Another government shutdown? This is what we know now
The federal government has been shut down again, how is it different from the past 20? This is what we know now.
- At this point, Washington is being consumed by assigning responsibility rather than ending government closures.
- On opening day, Trump uses the closure to freeze billions of people into democratic states with federal grants, threatening federal workers layoffs.
- For Congressional Democrats, the party’s loudest voice is not about compromise, they want to fight.
And on the fifth day, no one left.
It wasn’t like Washington was consumed on October 5th to try to resume the federal government. The radio waves on Sunday were instead held responsible.
The budget showdown has previously set off this fiscal cliff, but today’s version is a nuclear war of closure, with more explosive impact on the government and more intense incentives to maintain it.
New York House Democrat leader Hakem Jeffries called President Donald Trump’s tactics “outrageous” and “hingeless” during the shutdown.
“Americans are better than lies or attacks than deepfake videos and presidents spend all their time on the golf course,” he said on NBC’s “Meet the Press.” “We need serious leadership.”
But House Speaker Mike Johnson responded that Democrats are responsible for giving the administration the power to cut federal jobs and freeze grants.
“In a situation like this where Senate Democrats decide to turn the key to the kingdom to the White House, they have to make a tough decision,” the Louisiana Republican told NBC. He said Russell Vote, director of the Office of Management and Budget, “We need to determine what the key programs, policies and personnel are. That’s not a job he enjoys. But he needs to do it by Chuck Schumer.”
Neither side sounded like a compromise. Certainly, Johnson filled the house for the week.
Trump: “Unprecedented Opportunity” to Wise Power
In the past half century, all presidents except George W. Bush and Joe Biden have overcome at least a few days of closure. During their tenure, Bill Clinton, Jimmy Carter and Barack Obama all saw the closure for more than two weeks.
The 35-day record was set during Trump’s first term. The closure ended when it folded a request for more funds to build a wall along the southern border.
The current shutdown is not at least the longest – yet, yet – but has acquired the most widespread and substantial impact of any of them. In a drastic effort in a second term to expand presidency powers, Trump seized the opportunity to threaten federal workers’ layoffs and freeze billions of federal subsidies to largely democratic nations.
“I can’t believe the radical left Democrats have given me this unprecedented opportunity,” the president cried on social media.
That might help explain why Trump didn’t rush to negotiate a contract with Democratic Congressional leaders. “Donald Trump is in the Presidential Witness Protection Program,” Jeffries complained. “No one can find him.”

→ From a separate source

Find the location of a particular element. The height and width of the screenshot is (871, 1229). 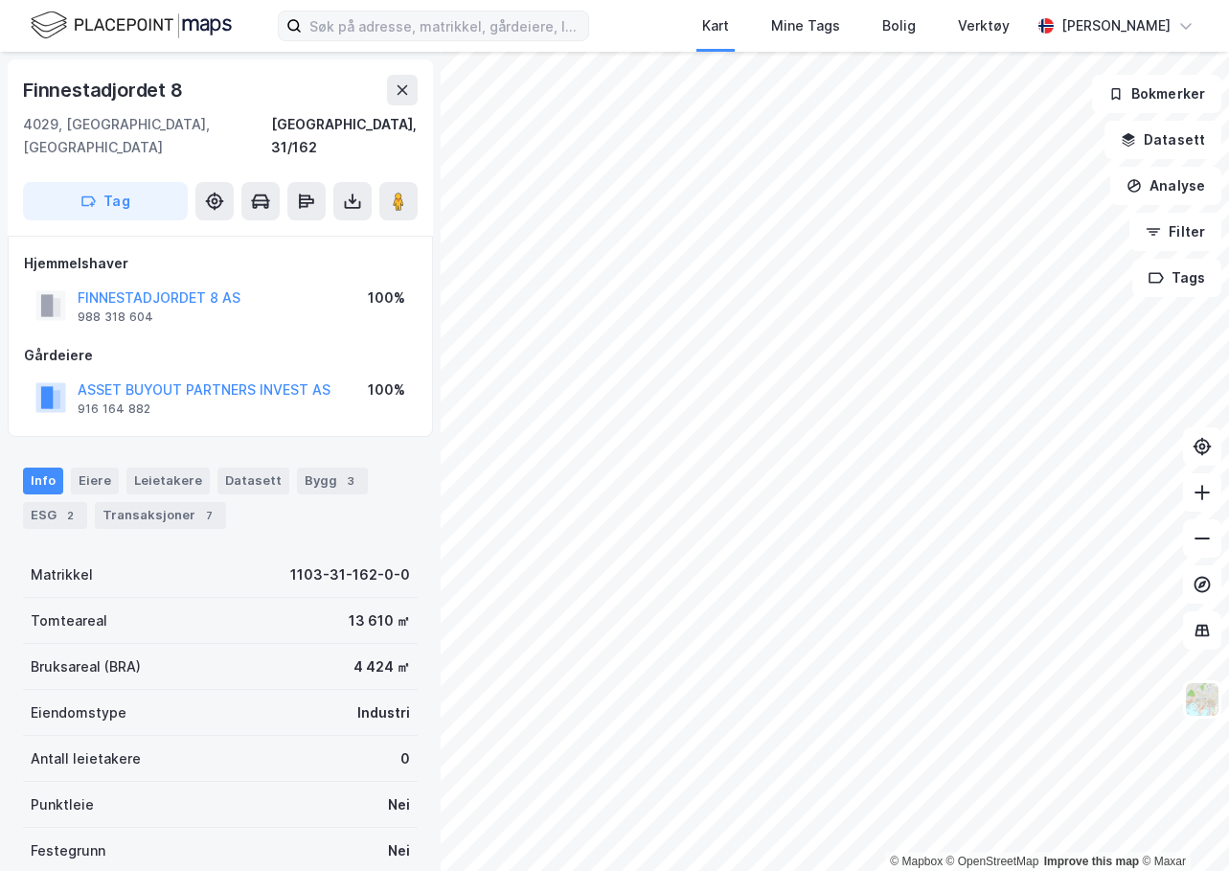

div: Antall leietakere is located at coordinates (85, 759).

As the closure looms, Trump told reporters that instead of simply raiding them like the previous closures, it could launch a “huge number” of federal workers. He vowed to target “Democrats” and “Democrat agencies.”
In the early days of the shutdown, his administration frozen $18 billion in federal funds for New York City’s major infrastructure projects, put on hold $2.1 billion in funds for the Chicago Transit Project, and cut nearly $8 billion in energy sector grants in 16 states.

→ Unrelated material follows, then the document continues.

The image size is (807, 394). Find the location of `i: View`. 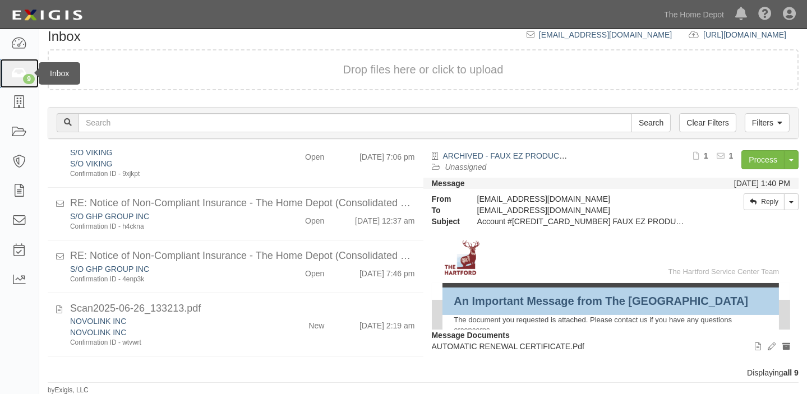

i: View is located at coordinates (758, 347).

Incidentally, all these states were carried by Democratic candidate Kamala Harris in the 2024 presidential election.
For Democrats, complex political calculations
For Democrats, some of the incentives today are fighting rather than compromise.

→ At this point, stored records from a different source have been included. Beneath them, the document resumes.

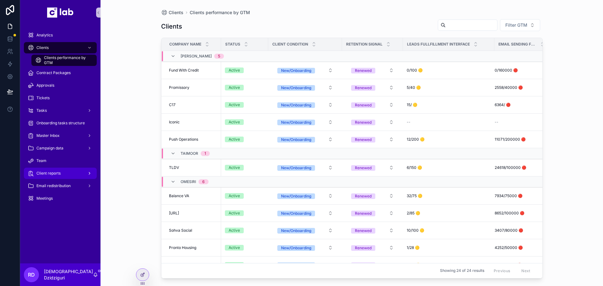 Image resolution: width=603 pixels, height=286 pixels. Describe the element at coordinates (60, 173) in the screenshot. I see `a: Client reports` at that location.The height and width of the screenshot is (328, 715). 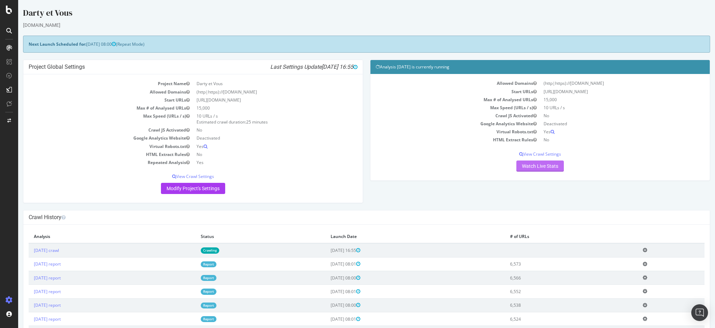 What do you see at coordinates (522, 166) in the screenshot?
I see `a: Watch Live Stats` at bounding box center [522, 166].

The party’s core supporters have exacerbated their Congressional leaders by failing to effectively stand up to Trump during his second term’s dizzy months.
In an NPR/Malist poll conducted in late September, fewer than half of Democrat voters, and less than 48%, approved Job, which Congressional Democrats had done. In contrast, 87% of Republicans approved the work that Congressional GOPs were doing.
Furthermore, Democrat voters are increasingly ruined for the fight. 47% say it’s more important for parliament members to stand on principles, even if it meant a government shutdown. That’s the ocean change from the vote before the 2013 closure, when Democrats compromised 4-1.
When Senate minority leader Chuck Schumer avoided the closure in May, he faced an explosion of protest from the party’s most liberal voices and speculation that New York State Rep. Alexandria Ocasio-Cortez might challenge his reelection campaign in 2028.
So far, his tone has been indomitable.
“Well, look, sometimes there are a lot of differences,” Schumer said on CNN. Democrats are demanding Medicaid cuts be restored, with healthcare subsidies being extended. Republicans say they won’t negotiate during the closure. “They seem to be more interested in protecting the Epstein Files than protecting the American people and their health care.”
Early votes by news organizations showed that Americans were more responsible for Republican closures than Democrats, but margins were not overwhelming. One in four responded that they were not sure who had to take responsibility.
However, they said about one in three had been decided: they denounced both sides.